From December 2002, for seven months, I lived in Uganda.
I worked on a project studying chimpanzees. We wanted to monitor the dwindling population in the hope of saving them and learning about their unique behaviour. I stayed at a safari camp most of the time but sometimes I joined the trip into town to buy supplies.
The manager of the lodge asked if I would drive the LandRover back to camp with two week’s shopping.
However, I’d never driven a 4×4. And I’d certainly never driven in the African bush. I knew that most of the drive back was down the side of the steep escarpment to the base of the Rift Valley, a large tear through East Africa. The road was a narrow, winding dirt track, with frequent rockfall, two-way traffic and a perilous drop on one side. But the camp manager was confident that I could do it.
Before setting off, some locals gave me some terrifying advice.
Beware Mzungu!
First, if I accidentally hit someone while driving, then I should continue to the next town or village and report the accident to the police. Even if I think I have killed someone! If I get out and check to see if the person is okay, there’s a good chance that I’ll be stoned to death by the victim’s community.
Second, there was a chance that someone would throw themselves into the road in front of my vehicle, aiming to injure, but not kill themselves. They would then try to extract compensation from me, the mzungu (a word for white-skinned travellers in Uganda).
Argh!
On the bright side, Ugandans drive on the left side of the road, which, being British, I was familiar with.
I drove out the town of Fort Portal in a LandRover full of fruits, vegetables, chunks of meat, fabric and jerry cans of fuel. Tempey, the camp manager, joined me for the return trip.

The road was dusty and quiet. Pretty uneventful except for a sounder of warthogs that crossed the road just outside town. The vehicle was heavy to drive, and changing gears required pressing the clutch twice. But I was enjoying the new challenge.
We reached the edge of the escarpment and started the long, winding descent. I drove slowly and steadily, avoiding people with goats and some rocks that had broken away from the hillside. With the vehicle heavy and the road steep, I was braking constantly. Down and down. More braking. Descending and braking. Descending and then…. argh! No brakes!
On one of the last bends in the road, as the road levelled out, I pumped the brakes but they failed to slow the truck.
We hit the corner fast and the backend spun out and around. The truck started spinning in ever-smaller circles kicking up a cloud of dry red clay and dust.
Tempey was terrified. Grabbing the dashboard he screamed the whole time. But I remember laughing. In stressful situations, it seems this is the way I cope.
The LandRover stopped when its backend hit a ditch. We didn’t roll over, and somehow we weren’t hurt. Miraculously, most of the shopping was still in the back.
I radioed the camp to ask for help getting the LandRover out the ditch. Almost all the staff and wildlife rangers turned up. Everyone’s eyes were on me, judging me, I thought. I felt incompetent. And then embarrassed.
I learnt that when driving downhill for a long time, you can’t only use the brakes. You must stay in a low gear and use the engine to slow the vehicle.
I was lucky that the brakes failed only once I reached the bottom of the valley. I foolishly jumped into a heavily-laden truck that I’d never driven, in a country with very different driving challenges and I didn’t think to ask for advice.
What I didn’t know almost killed me.
In our business lives, we can apply this same lesson. Learn as much as you can about the industries your clients work in. Sign up to newsletters from industry leaders and your client’s competitors. You’ll learn loads and this will seep into the work you do for your clients.
Take just 20 minutes per week to read something industry related to a client. It’ll help you understand their business and their clients better. And you’ll provide much greater value.
I promise that most of your competitors and the freelancers on Fiverr and Upwork will not be doing this.
Be informed. Your clients will notice it.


_The task_
Every line in the records below that holds "Case" must be identified and copied.
== Supplied information
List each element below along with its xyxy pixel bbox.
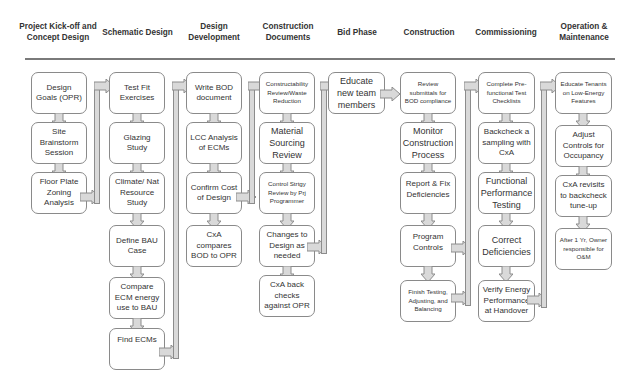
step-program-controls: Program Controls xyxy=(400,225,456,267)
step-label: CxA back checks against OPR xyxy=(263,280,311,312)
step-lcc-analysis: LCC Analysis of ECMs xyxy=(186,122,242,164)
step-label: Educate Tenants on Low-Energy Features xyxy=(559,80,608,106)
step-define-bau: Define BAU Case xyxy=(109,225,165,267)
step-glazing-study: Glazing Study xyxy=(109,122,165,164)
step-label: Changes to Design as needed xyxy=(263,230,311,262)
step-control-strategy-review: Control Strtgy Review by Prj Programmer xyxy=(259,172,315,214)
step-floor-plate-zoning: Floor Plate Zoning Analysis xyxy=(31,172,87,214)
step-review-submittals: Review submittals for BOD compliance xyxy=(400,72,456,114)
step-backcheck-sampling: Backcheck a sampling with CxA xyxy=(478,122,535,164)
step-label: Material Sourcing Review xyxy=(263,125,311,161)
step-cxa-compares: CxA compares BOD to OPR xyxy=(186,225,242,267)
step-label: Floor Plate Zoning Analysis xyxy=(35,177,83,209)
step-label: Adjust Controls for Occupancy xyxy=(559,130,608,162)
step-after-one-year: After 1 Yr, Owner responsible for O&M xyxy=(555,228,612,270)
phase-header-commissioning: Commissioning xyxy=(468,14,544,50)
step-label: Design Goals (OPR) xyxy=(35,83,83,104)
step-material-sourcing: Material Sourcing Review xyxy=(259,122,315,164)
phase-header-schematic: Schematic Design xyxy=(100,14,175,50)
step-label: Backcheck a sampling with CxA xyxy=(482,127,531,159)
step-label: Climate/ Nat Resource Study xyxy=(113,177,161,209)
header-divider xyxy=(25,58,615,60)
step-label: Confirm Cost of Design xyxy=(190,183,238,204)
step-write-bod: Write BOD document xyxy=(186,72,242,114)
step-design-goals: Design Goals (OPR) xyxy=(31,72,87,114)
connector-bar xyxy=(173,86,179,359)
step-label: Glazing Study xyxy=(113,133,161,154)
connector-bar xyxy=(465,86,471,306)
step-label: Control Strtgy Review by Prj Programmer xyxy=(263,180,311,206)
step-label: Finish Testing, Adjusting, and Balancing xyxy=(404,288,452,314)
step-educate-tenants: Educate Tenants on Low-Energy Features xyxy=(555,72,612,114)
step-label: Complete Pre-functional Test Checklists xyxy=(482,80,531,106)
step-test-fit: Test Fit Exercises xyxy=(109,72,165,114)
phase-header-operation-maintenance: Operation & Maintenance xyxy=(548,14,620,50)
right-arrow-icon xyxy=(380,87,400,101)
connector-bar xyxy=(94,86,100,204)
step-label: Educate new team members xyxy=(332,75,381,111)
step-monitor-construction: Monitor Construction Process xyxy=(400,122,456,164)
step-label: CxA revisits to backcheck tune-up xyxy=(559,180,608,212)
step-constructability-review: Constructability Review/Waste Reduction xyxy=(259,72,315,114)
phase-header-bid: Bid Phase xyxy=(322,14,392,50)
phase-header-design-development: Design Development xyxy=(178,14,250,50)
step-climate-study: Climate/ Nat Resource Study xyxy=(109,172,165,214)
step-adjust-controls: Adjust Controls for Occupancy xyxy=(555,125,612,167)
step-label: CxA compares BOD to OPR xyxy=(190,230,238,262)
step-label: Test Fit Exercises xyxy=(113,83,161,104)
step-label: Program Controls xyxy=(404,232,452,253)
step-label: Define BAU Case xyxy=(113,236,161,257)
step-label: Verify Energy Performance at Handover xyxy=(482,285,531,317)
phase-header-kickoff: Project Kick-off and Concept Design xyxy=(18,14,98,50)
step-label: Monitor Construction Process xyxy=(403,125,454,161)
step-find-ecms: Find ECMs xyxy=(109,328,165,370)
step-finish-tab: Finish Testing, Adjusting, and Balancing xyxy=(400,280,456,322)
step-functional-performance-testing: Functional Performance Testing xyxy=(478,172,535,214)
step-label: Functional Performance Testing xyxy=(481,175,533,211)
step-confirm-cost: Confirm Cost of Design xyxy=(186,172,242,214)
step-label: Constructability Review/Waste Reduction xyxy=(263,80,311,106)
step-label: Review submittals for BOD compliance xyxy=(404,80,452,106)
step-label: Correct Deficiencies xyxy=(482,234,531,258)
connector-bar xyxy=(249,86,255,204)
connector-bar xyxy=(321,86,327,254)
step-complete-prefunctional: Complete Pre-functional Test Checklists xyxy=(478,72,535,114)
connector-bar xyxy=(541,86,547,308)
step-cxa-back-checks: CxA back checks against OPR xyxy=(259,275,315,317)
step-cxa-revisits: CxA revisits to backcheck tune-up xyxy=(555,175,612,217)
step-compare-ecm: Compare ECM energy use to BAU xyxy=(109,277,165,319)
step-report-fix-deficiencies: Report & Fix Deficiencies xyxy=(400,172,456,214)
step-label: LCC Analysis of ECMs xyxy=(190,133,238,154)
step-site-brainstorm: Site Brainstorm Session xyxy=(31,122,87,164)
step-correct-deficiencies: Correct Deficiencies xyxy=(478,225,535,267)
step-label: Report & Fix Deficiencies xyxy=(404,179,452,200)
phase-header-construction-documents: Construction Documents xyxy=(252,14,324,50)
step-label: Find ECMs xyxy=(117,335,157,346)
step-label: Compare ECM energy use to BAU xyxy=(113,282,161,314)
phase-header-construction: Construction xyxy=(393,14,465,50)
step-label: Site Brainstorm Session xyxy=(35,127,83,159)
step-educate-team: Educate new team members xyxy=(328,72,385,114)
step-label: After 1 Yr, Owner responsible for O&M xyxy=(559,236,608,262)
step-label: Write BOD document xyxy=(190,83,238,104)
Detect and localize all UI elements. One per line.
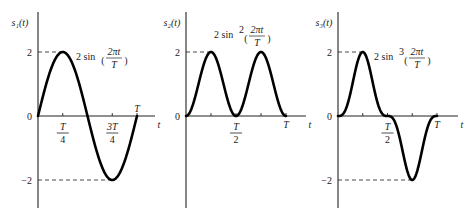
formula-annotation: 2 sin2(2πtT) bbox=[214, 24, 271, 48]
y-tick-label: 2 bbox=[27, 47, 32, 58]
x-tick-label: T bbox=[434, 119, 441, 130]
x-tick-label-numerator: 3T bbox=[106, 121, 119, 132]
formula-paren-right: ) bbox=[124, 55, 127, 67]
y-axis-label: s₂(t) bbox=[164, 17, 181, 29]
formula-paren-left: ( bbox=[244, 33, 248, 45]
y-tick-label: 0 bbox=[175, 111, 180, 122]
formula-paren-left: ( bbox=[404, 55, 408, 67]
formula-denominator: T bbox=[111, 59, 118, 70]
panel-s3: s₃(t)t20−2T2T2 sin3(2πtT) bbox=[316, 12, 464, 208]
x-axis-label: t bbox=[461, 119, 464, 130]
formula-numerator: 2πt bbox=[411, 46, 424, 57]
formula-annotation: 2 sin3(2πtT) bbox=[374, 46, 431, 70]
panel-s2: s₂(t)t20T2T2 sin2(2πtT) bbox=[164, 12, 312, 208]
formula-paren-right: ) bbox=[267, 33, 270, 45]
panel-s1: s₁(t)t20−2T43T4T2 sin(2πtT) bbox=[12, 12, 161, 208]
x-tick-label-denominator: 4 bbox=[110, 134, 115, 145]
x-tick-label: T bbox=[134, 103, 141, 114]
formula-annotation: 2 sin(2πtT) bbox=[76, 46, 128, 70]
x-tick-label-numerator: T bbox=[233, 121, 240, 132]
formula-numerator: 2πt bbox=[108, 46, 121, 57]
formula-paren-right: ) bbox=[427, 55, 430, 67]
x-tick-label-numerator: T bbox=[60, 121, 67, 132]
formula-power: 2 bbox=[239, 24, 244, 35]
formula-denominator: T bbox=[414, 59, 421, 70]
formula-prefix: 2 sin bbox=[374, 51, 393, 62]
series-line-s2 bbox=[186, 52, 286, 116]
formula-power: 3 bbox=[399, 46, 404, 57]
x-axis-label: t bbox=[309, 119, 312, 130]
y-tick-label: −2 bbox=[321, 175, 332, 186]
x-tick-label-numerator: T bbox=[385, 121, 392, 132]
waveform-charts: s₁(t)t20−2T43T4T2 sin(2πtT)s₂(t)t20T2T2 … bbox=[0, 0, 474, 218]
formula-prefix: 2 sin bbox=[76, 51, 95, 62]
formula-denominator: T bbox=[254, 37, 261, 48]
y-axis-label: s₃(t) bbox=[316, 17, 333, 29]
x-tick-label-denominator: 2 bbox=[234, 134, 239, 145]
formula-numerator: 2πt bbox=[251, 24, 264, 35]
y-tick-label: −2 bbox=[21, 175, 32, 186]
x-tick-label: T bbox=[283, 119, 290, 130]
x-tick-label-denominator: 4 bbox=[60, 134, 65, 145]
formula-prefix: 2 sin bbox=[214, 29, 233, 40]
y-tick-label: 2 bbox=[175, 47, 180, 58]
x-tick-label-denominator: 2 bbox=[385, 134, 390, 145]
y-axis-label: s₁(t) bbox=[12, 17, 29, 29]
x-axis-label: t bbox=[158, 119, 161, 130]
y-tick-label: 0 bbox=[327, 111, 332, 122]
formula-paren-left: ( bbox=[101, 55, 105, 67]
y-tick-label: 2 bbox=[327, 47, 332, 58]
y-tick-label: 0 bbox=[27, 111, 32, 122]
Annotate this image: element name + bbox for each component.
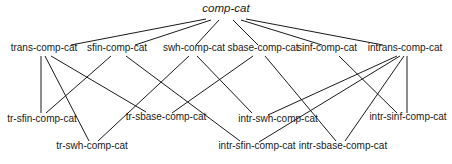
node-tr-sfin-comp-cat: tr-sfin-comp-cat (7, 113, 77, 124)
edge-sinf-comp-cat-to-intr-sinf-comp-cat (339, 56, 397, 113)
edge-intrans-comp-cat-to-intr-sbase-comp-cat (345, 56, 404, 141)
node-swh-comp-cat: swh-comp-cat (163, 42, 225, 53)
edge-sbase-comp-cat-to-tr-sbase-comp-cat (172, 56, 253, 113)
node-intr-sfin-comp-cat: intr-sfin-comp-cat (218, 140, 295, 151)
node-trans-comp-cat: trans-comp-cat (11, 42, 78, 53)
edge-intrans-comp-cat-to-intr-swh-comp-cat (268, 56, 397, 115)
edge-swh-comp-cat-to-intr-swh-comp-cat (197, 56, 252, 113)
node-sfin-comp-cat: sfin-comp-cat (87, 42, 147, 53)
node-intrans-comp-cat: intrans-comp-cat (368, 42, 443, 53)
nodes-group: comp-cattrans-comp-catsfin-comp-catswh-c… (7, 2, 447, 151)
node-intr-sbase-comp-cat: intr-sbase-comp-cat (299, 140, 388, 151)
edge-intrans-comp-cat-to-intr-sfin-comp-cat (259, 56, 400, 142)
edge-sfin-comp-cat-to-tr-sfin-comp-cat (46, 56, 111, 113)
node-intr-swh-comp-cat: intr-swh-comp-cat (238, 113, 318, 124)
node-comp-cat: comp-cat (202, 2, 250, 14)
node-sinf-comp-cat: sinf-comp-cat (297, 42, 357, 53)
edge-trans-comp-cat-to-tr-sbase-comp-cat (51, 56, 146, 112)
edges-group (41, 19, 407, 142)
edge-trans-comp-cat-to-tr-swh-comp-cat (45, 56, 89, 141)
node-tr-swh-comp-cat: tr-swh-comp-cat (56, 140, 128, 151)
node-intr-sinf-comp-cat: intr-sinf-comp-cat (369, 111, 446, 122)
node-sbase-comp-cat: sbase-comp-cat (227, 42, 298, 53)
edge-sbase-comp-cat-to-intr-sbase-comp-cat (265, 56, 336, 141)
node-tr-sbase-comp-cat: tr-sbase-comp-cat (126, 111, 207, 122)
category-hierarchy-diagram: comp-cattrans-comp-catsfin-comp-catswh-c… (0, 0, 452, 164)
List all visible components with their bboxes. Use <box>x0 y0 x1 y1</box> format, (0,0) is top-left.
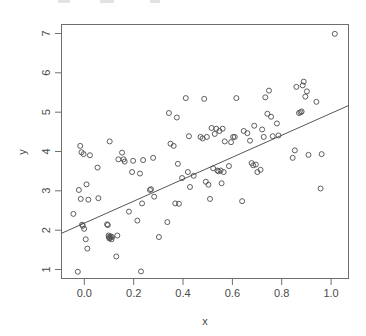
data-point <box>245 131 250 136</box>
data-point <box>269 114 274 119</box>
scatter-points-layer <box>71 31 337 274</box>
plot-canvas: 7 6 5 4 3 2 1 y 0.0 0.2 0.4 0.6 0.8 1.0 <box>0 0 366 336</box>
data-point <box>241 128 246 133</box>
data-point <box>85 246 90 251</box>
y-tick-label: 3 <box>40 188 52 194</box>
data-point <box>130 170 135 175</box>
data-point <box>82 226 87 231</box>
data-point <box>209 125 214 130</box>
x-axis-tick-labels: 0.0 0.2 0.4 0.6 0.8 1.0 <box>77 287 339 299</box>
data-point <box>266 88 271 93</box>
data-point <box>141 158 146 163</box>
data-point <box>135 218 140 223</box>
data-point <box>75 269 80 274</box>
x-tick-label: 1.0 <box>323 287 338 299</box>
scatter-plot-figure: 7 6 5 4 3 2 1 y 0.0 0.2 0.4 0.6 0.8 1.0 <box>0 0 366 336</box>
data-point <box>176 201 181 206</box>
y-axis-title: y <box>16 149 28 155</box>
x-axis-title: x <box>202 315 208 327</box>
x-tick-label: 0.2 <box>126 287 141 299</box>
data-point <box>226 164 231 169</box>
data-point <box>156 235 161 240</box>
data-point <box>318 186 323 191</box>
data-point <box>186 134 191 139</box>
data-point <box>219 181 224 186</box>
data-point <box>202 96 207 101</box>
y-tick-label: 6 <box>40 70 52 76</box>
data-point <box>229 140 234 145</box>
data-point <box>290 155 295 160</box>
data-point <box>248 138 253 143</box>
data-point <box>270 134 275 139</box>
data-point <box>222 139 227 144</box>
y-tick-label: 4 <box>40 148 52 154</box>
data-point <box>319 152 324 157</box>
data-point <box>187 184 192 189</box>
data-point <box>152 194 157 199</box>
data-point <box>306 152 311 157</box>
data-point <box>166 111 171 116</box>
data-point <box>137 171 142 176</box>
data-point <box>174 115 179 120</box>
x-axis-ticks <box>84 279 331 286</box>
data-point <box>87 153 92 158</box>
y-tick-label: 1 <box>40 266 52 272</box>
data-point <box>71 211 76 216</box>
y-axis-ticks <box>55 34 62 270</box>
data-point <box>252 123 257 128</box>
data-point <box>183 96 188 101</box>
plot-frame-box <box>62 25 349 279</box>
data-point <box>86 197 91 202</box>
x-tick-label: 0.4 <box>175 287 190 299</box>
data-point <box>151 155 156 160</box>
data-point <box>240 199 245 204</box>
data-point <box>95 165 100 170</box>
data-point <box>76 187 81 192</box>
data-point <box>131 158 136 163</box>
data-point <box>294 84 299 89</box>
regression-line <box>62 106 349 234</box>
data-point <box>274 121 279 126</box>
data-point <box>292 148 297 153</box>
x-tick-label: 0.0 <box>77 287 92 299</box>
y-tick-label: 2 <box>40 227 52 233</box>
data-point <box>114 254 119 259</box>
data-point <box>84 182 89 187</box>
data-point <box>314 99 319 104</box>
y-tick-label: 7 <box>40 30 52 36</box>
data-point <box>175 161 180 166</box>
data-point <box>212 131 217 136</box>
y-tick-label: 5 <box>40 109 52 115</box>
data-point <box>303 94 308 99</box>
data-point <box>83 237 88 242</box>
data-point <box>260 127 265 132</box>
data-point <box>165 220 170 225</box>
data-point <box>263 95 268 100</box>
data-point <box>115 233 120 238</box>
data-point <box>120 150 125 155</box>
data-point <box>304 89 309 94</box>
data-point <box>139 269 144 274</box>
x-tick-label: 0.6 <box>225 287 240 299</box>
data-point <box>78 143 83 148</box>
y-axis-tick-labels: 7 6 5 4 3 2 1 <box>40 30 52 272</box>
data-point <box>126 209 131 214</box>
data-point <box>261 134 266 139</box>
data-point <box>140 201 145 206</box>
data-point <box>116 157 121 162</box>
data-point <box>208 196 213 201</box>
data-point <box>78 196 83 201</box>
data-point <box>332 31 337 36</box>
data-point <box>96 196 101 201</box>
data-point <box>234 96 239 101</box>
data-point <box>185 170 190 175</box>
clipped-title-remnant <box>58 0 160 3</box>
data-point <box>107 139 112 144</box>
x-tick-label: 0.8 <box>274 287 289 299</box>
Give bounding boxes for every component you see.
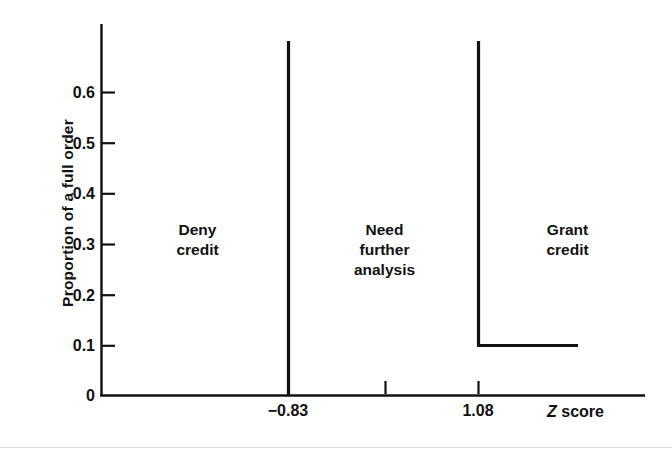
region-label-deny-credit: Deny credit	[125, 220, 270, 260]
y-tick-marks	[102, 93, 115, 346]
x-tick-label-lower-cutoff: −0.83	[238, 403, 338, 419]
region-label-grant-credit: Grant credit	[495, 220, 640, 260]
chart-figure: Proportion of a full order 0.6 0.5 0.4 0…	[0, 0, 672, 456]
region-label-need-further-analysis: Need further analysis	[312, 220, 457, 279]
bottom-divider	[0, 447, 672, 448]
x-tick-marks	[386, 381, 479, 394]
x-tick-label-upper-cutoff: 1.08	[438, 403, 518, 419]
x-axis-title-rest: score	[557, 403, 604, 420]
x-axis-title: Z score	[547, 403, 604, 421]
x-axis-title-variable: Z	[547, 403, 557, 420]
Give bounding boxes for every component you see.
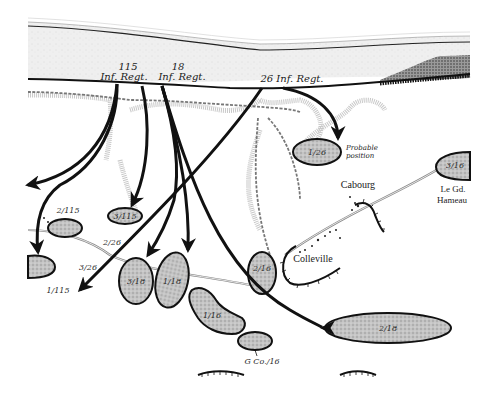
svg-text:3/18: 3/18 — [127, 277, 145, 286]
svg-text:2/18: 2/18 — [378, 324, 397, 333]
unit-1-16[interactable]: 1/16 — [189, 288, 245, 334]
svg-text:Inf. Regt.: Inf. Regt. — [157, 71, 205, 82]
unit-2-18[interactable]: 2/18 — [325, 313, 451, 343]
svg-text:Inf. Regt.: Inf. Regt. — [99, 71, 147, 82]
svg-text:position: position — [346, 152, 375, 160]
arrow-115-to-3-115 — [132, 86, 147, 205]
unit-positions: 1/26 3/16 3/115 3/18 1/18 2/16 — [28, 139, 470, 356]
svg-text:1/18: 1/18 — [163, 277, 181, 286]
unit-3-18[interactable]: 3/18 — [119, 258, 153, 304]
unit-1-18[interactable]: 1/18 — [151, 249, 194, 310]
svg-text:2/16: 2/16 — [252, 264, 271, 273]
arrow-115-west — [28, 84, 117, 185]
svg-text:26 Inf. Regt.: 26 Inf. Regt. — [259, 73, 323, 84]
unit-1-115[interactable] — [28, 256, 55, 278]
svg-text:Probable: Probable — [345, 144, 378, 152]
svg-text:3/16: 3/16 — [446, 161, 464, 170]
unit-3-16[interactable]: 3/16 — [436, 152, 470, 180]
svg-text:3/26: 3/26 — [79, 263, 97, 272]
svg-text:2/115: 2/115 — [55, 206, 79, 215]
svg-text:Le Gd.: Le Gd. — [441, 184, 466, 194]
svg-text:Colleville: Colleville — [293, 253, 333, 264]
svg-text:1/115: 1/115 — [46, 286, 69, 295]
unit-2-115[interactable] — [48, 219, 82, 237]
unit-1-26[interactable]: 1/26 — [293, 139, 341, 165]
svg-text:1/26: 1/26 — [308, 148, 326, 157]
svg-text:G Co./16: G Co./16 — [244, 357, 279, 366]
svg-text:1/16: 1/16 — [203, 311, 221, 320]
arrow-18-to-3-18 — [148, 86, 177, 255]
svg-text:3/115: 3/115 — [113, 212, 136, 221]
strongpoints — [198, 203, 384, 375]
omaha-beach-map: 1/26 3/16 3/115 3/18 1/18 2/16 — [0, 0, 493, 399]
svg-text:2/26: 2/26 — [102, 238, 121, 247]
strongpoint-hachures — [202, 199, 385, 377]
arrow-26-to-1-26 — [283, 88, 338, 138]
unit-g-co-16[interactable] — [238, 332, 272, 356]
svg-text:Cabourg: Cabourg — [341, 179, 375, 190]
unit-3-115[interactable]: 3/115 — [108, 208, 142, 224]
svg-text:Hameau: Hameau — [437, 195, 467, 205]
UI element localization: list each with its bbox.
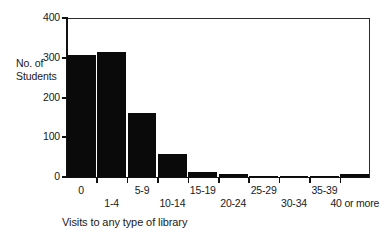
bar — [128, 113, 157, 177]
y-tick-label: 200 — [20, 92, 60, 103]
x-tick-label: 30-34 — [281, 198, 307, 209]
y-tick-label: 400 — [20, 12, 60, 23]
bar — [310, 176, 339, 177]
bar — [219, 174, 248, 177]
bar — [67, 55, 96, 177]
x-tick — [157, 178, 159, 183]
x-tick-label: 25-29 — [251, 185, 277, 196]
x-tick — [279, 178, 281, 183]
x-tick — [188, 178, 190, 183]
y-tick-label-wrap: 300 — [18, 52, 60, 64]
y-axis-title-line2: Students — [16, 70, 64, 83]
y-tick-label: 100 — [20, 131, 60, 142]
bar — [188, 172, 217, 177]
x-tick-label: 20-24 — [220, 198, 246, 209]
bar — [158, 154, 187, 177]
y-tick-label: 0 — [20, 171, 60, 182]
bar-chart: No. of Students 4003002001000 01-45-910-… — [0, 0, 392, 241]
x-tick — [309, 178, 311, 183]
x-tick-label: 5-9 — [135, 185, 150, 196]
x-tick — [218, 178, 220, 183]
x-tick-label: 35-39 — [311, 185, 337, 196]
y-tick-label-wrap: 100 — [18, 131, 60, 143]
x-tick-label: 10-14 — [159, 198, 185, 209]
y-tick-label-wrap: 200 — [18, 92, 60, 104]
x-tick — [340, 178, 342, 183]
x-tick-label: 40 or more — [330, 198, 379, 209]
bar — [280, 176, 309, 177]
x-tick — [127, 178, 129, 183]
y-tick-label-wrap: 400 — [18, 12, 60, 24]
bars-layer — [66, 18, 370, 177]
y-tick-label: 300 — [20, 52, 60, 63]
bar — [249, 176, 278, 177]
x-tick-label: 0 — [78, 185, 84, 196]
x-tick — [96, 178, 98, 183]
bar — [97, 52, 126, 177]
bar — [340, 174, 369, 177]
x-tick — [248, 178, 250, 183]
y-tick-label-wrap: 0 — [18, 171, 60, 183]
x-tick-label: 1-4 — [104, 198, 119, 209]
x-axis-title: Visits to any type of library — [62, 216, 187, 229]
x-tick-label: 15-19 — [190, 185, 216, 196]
====
_Solution to the problem_
step-define-bau: Define BAU Case xyxy=(109,225,165,267)
step-label: Define BAU Case xyxy=(113,236,161,257)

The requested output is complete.